Higher-debt countries are allowed within the framework of the SGP to suspend fiscal adjustments, should their output gap (between actual and potential economic performance) exceed 4 per cent. This margin was not even reached in 2009. If the output gap is smaller, they are allowed to reduce their structural deficit at a slower pace than prescribed under normal conditions. So they are still subject to austerity during recessions, albeit at a slightly lower dosage.
If there were a symmetrical shock such as a recession, stimulus programmes could only work if the four largest countries comprising 75 per cent of the euro area’s GDP—Germany, France, Italy and Spain—would operate in a co-ordinated initiative. The SGP does not allow this for France, Italy and Spain, which are supposed to give priority to reducing their debt towards 60 per cent of GDP. And even if they were allowed, the SGP demands that temporary expansionary deviations be compensated within a few years by more restrictive measures. This was the main cause of the ‘double dip’ crisis in the eurozone after the one-off Keynesian stimulus of 2009.
All this leaves only national ‘automatic stabilisers’—tolerating increased cyclical deficits due to lower tax revenues and/or higher obligatory spending. Stimulus programmes are not provided for in the SGP framework. Yet it is claimed that the present fiscal stance in the euro area is already above neutral, owing to the measurement method of potential output, which shows a small positive output gap. In other words, laissez faire.
Fatal consequences
Thus, the eurozone would slow down towards recession without appreciable stabilisation facilities. The political consequences of rising unemployment, especially in countries with still high unemployment—such as Greece, Italy, Spain, Portugal and France—would be fatal. More unemployment likely feeds populist sentiments. Trust in the European Union would drop further.

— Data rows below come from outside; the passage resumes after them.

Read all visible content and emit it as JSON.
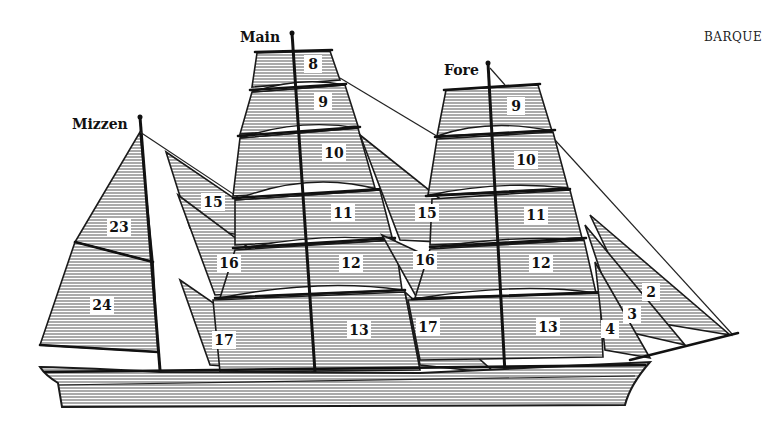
{
  "title": "BARQUE",
  "masts": [
    {
      "name": "Mizzen",
      "x": 72,
      "y": 124
    },
    {
      "name": "Main",
      "x": 240,
      "y": 38
    },
    {
      "name": "Fore",
      "x": 444,
      "y": 70
    }
  ],
  "sail_labels": [
    {
      "id": "8",
      "x": 313,
      "y": 64
    },
    {
      "id": "9",
      "x": 323,
      "y": 102
    },
    {
      "id": "10",
      "x": 334,
      "y": 153
    },
    {
      "id": "11",
      "x": 343,
      "y": 213
    },
    {
      "id": "12",
      "x": 351,
      "y": 263
    },
    {
      "id": "13",
      "x": 359,
      "y": 330
    },
    {
      "id": "15",
      "x": 213,
      "y": 202
    },
    {
      "id": "16",
      "x": 229,
      "y": 263
    },
    {
      "id": "17",
      "x": 224,
      "y": 340
    },
    {
      "id": "23",
      "x": 119,
      "y": 227
    },
    {
      "id": "24",
      "x": 102,
      "y": 305
    },
    {
      "id": "9",
      "x": 516,
      "y": 106
    },
    {
      "id": "10",
      "x": 526,
      "y": 160
    },
    {
      "id": "11",
      "x": 536,
      "y": 215
    },
    {
      "id": "12",
      "x": 541,
      "y": 263
    },
    {
      "id": "13",
      "x": 548,
      "y": 327
    },
    {
      "id": "15",
      "x": 427,
      "y": 213
    },
    {
      "id": "16",
      "x": 425,
      "y": 260
    },
    {
      "id": "17",
      "x": 428,
      "y": 327
    },
    {
      "id": "2",
      "x": 651,
      "y": 292
    },
    {
      "id": "3",
      "x": 632,
      "y": 314
    },
    {
      "id": "4",
      "x": 610,
      "y": 329
    }
  ]
}
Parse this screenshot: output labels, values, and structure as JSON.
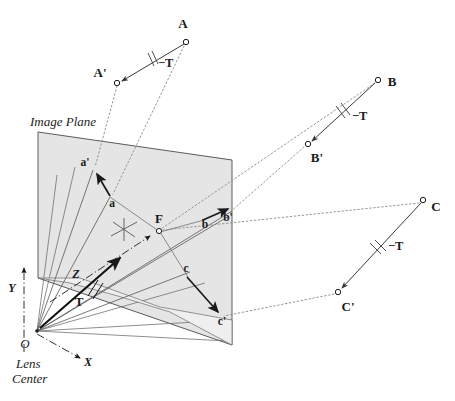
{
  "figure": {
    "title": "Image Plane",
    "plane_label": "Image Plane",
    "lens_center_o": "O",
    "lens_center_line1": "Lens",
    "lens_center_line2": "Center",
    "axis_x": "X",
    "axis_y": "Y",
    "axis_z": "Z",
    "translation_vector": "T",
    "colors": {
      "ink": "#1a1a1a",
      "plane_fill": "#e3e3e3",
      "plane_stroke": "#4a4a4a",
      "dashed": "#777777",
      "ray": "#555555",
      "background": "#ffffff"
    }
  },
  "world_points": [
    {
      "id": "A",
      "label": "A",
      "kind": "world-point",
      "x": 186,
      "y": 42
    },
    {
      "id": "Ap",
      "label": "A'",
      "kind": "translated-point",
      "x": 117,
      "y": 83
    },
    {
      "id": "B",
      "label": "B",
      "kind": "world-point",
      "x": 378,
      "y": 80
    },
    {
      "id": "Bp",
      "label": "B'",
      "kind": "translated-point",
      "x": 308,
      "y": 144
    },
    {
      "id": "C",
      "label": "C",
      "kind": "world-point",
      "x": 423,
      "y": 200
    },
    {
      "id": "Cp",
      "label": "C'",
      "kind": "translated-point",
      "x": 338,
      "y": 292
    }
  ],
  "image_points": [
    {
      "id": "ap",
      "label": "a'",
      "kind": "projected-translated",
      "x": 93,
      "y": 170
    },
    {
      "id": "a",
      "label": "a",
      "kind": "projected",
      "x": 110,
      "y": 197
    },
    {
      "id": "b",
      "label": "b",
      "kind": "projected",
      "x": 204,
      "y": 217
    },
    {
      "id": "bp",
      "label": "b'",
      "kind": "projected-translated",
      "x": 227,
      "y": 213
    },
    {
      "id": "c",
      "label": "c",
      "kind": "projected",
      "x": 186,
      "y": 275
    },
    {
      "id": "cp",
      "label": "c'",
      "kind": "projected-translated",
      "x": 221,
      "y": 316
    },
    {
      "id": "F",
      "label": "F",
      "kind": "focus-of-expansion",
      "x": 157,
      "y": 227
    }
  ],
  "translation_marks": [
    {
      "id": "T-A",
      "label": "−T",
      "x": 152,
      "y": 63
    },
    {
      "id": "T-B",
      "label": "−T",
      "x": 347,
      "y": 116
    },
    {
      "id": "T-C",
      "label": "−T",
      "x": 385,
      "y": 249
    }
  ],
  "origin": {
    "x": 37,
    "y": 331
  }
}
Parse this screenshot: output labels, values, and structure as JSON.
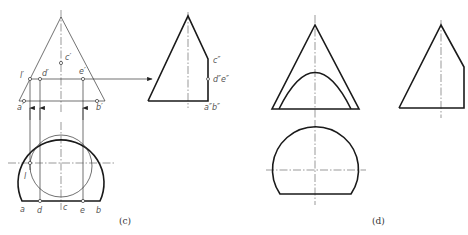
{
  "figure_c": {
    "caption": "(c)",
    "front_view": {
      "labels": {
        "l": "l′",
        "d": "d′",
        "c": "c′",
        "e": "e′",
        "a": "a′",
        "b": "b′"
      }
    },
    "side_view": {
      "labels": {
        "c": "c″",
        "de": "d″e″",
        "ab": "a″b″"
      }
    },
    "top_view": {
      "labels": {
        "l": "l",
        "a": "a",
        "d": "d",
        "c": "c",
        "e": "e",
        "b": "b"
      }
    }
  },
  "figure_d": {
    "caption": "(d)"
  }
}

In short, Europe, and especially the eurozone, is not prepared for a recession. The macroeconomic framework is blocked. The biggest obstacle is the mental repression of the problems, apart from uncertainty about political majorities after the upcoming European Parliament elections and the formation of the new commission.
In 2012, standing on the brink, the ECB rescued the eurozone. But Draghi’s famous words then—announcing a monetary stance of ‘whatever it takes’—have died away. There will be no repetition, and not only because he is soon out of office. The European Council has not done its homework and, above all, there is a quasi-hegemonic country which loves the status quo as well as rejecting all reform proposals. We are left hoping there may be guardian angels—in China, the US or elsewhere—who will save us from recession.
Treaty changes would be necessary, in principle, to make progress on the six areas of reforms set out above. Yet much could be done even without them. Important ingredients of the SGP fiscal-policy framework are based on regulations made by the commission, the Eurogroup of eurozone finance ministers and the Council of the EU. Not everything is set in stone.
Jan Priewe is professor emeritus of economics in the Hochschule für Technik und Wirtschaft at the University of Applied Sciences in Berlin.